Kcna, via Reuters
Dennis Rodman, in cap, in Pyongyang visiting the Tower of the Juche Idea, which pays tribute to President Kim Il-sung.
SEOUL, South Korea — Landing an audience with Kim Jong-un, the leader of one of the world's most reclusive countries, is not easy.
When President Obama secretly sent envoys last summer with a warning against new nuclear and rocket tests and an offer of a thaw in relations, they found themselves meeting only with functionaries, according to current and former government officials. And the few Western diplomats who live in Pyongyang are desperate enough for one-on-one meetings that a British envoy rode on a roller-coaster with Mr. Kim, who shocked the diplomatic corps with invitations to Rungna People's Pleasure Ground. The British foreign office reportedly later explained that any engagement was "vital."
Even Bill Richardson, the former New Mexico governor who has visited the North eight times, was locked out of a meet and greet with the third Kim in the family dynasty this year when he visited Pyongyang with Google's Eric E. Schmidt, whose Silicon Valley star power was supposed to prove irresistible to the young leader.
Enter Dennis Rodman, the tattooed, lip-studded former N.B.A. star, who not only got a meeting with Mr. Kim, but proclaimed him a "friend for life" while watching a basketball game during which the two conversed in English. (Mr. Kim's English was said to be limited.) In photos that have gone viral, the two men were seen laughing together.
Mr. Rodman made the trip to the North with Vice Media, which is producing an HBO series, but there was no guarantee that Mr. Kim would see him, even though the North Korean leader is known to be a die-hard basketball fan.
Mr. Rodman and his traveling companions are now the only Americans known to have met Mr. Kim, who took power more than a year ago and is facing the prospect of new sanctions from the West over his first, and the country's third, nuclear test. The only high-level officials Mr. Kim has met while in office, experts say, are from China, the nation that keeps North Korea alive with shipments of food and oil.
Why Mr. Rodman? The meeting fit with a longtime pattern of frequently unconventional and always well-choreographed encounters with the Kim family, usually accompanied by a blitz of cold war-style propaganda. "The Pyongyang basketball match was a great PR arena for Kim Jong-un," said Kim Yong-hyun, a North Korea specialist at Dongguk University in Seoul, who said Mr. Kim could present himself as open-minded to his own people while signaling to the West that he was "not a bad boy" and not as isolated as the United States might wish.
And while the choice of Mr. Rodman might seem odd to some — he is known for cross-dressing and was visiting a conservative nation where long hair for men and short skirts for women are forbidden — Mr. Richardson said in an interview on Friday that it was not surprising given Mr. Kim's love of basketball. (Mr. Richardson said he was asked by North Korean officials in recent months to persuade Michael Jordan to visit.)
Those foreign diplomats posted in Pyongyang rarely get to glimpse the supreme leader. They were invited to the annual New Year's Eve festivities at the palace this year a half-hour before they began, barely giving them enough time to don formal wear.
Even though Mr. Rodman is no diplomat, Mr. Richardson said the visit could be valuable given the lack of good intelligence about Mr. Kim, a man whose nuclear arsenal and visceral anti-Americanism makes him a threat.
"Any information about Kim Jong-un, his mannerisms, his ability to speak English, his personal assessment, is valuable," said Mr. Richardson. "He is their leader, and in our visit, he had lots of support."
The State Department was not nearly so sanguine. Despite questions about the trip and whether the government would debrief Mr. Rodman on his return, a department spokesman, Patrick Ventrell, did not suggest a visit to Foggy Bottom was in the offing.
"We haven't been in touch with this party at all," he told reporters Thursday, leaving out Mr. Rodman's name. "If there are Americans who after traveling in North Korea want to get in touch with us or have something to share with us, we take the phone calls."
The Kim dynasty — Kim Jong-un, his father and grandfather, the country's founder — have used foreign visitors for specific goals. Kim Il-sung, the grandfather, entertained former President Jimmy Carter in 1994 when North Korea and the United States appeared at the brink of war over the country's nuclear program; after a boat cruise, the two men struck a deal that averted conflict.
Choe Sang-Hun reported from Seoul, and David E. Sanger from Washington. Brian Stelter, Rick Gladstone and Heather Murphy contributed from New York.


> [Problem]: Each line below must be printed again exactly.

> [Provided material]:
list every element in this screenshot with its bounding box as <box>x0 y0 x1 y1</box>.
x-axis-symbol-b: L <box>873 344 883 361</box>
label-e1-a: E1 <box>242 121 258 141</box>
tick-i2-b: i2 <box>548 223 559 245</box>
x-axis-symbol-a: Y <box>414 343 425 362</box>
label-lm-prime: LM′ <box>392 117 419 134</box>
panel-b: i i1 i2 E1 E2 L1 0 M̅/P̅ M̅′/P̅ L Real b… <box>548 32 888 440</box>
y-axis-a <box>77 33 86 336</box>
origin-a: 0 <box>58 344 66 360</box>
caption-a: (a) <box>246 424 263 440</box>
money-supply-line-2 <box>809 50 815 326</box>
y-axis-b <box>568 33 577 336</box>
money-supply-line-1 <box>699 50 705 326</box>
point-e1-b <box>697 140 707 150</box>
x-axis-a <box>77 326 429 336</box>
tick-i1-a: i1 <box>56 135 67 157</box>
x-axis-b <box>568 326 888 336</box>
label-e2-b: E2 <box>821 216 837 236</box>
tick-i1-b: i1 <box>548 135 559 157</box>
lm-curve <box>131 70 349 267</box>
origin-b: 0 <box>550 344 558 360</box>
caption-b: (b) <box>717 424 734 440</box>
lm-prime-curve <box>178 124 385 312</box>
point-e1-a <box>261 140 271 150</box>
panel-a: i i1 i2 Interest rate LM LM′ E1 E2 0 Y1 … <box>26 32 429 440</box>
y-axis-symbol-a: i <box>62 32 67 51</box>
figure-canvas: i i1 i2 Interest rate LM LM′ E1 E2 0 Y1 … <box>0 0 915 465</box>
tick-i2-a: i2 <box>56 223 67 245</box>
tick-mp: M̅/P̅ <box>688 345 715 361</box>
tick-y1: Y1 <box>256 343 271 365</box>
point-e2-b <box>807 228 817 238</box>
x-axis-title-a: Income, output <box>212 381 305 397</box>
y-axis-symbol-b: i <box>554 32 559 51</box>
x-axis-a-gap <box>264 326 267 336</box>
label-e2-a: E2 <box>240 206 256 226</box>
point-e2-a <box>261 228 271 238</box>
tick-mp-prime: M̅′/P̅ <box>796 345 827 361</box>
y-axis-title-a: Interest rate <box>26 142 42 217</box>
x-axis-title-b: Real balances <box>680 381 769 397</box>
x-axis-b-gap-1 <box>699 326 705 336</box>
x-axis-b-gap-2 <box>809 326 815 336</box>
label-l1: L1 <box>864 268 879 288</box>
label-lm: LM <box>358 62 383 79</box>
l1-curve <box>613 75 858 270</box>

> [Reply]:
list every element in this screenshot with its bounding box as <box>x0 y0 x1 y1</box>.
x-axis-symbol-b: L <box>873 344 883 361</box>
label-e1-a: E1 <box>242 121 258 141</box>
tick-i2-b: i2 <box>548 223 559 245</box>
x-axis-symbol-a: Y <box>414 343 425 362</box>
label-lm-prime: LM′ <box>392 117 419 134</box>
panel-b: i i1 i2 E1 E2 L1 0 M̅/P̅ M̅′/P̅ L Real b… <box>548 32 888 440</box>
y-axis-a <box>77 33 86 336</box>
origin-a: 0 <box>58 344 66 360</box>
caption-a: (a) <box>246 424 263 440</box>
money-supply-line-2 <box>809 50 815 326</box>
y-axis-b <box>568 33 577 336</box>
money-supply-line-1 <box>699 50 705 326</box>
point-e1-b <box>697 140 707 150</box>
x-axis-a <box>77 326 429 336</box>
tick-i1-a: i1 <box>56 135 67 157</box>
x-axis-b <box>568 326 888 336</box>
label-e2-b: E2 <box>821 216 837 236</box>
tick-i1-b: i1 <box>548 135 559 157</box>
lm-curve <box>131 70 349 267</box>
origin-b: 0 <box>550 344 558 360</box>
caption-b: (b) <box>717 424 734 440</box>
lm-prime-curve <box>178 124 385 312</box>
point-e1-a <box>261 140 271 150</box>
panel-a: i i1 i2 Interest rate LM LM′ E1 E2 0 Y1 … <box>26 32 429 440</box>
y-axis-symbol-a: i <box>62 32 67 51</box>
figure-canvas: i i1 i2 Interest rate LM LM′ E1 E2 0 Y1 … <box>0 0 915 465</box>
tick-i2-a: i2 <box>56 223 67 245</box>
tick-mp: M̅/P̅ <box>688 345 715 361</box>
tick-y1: Y1 <box>256 343 271 365</box>
point-e2-b <box>807 228 817 238</box>
x-axis-title-a: Income, output <box>212 381 305 397</box>
y-axis-symbol-b: i <box>554 32 559 51</box>
x-axis-a-gap <box>264 326 267 336</box>
label-e2-a: E2 <box>240 206 256 226</box>
point-e2-a <box>261 228 271 238</box>
tick-mp-prime: M̅′/P̅ <box>796 345 827 361</box>
y-axis-title-a: Interest rate <box>26 142 42 217</box>
x-axis-title-b: Real balances <box>680 381 769 397</box>
x-axis-b-gap-1 <box>699 326 705 336</box>
x-axis-b-gap-2 <box>809 326 815 336</box>
label-l1: L1 <box>864 268 879 288</box>
label-lm: LM <box>358 62 383 79</box>
l1-curve <box>613 75 858 270</box>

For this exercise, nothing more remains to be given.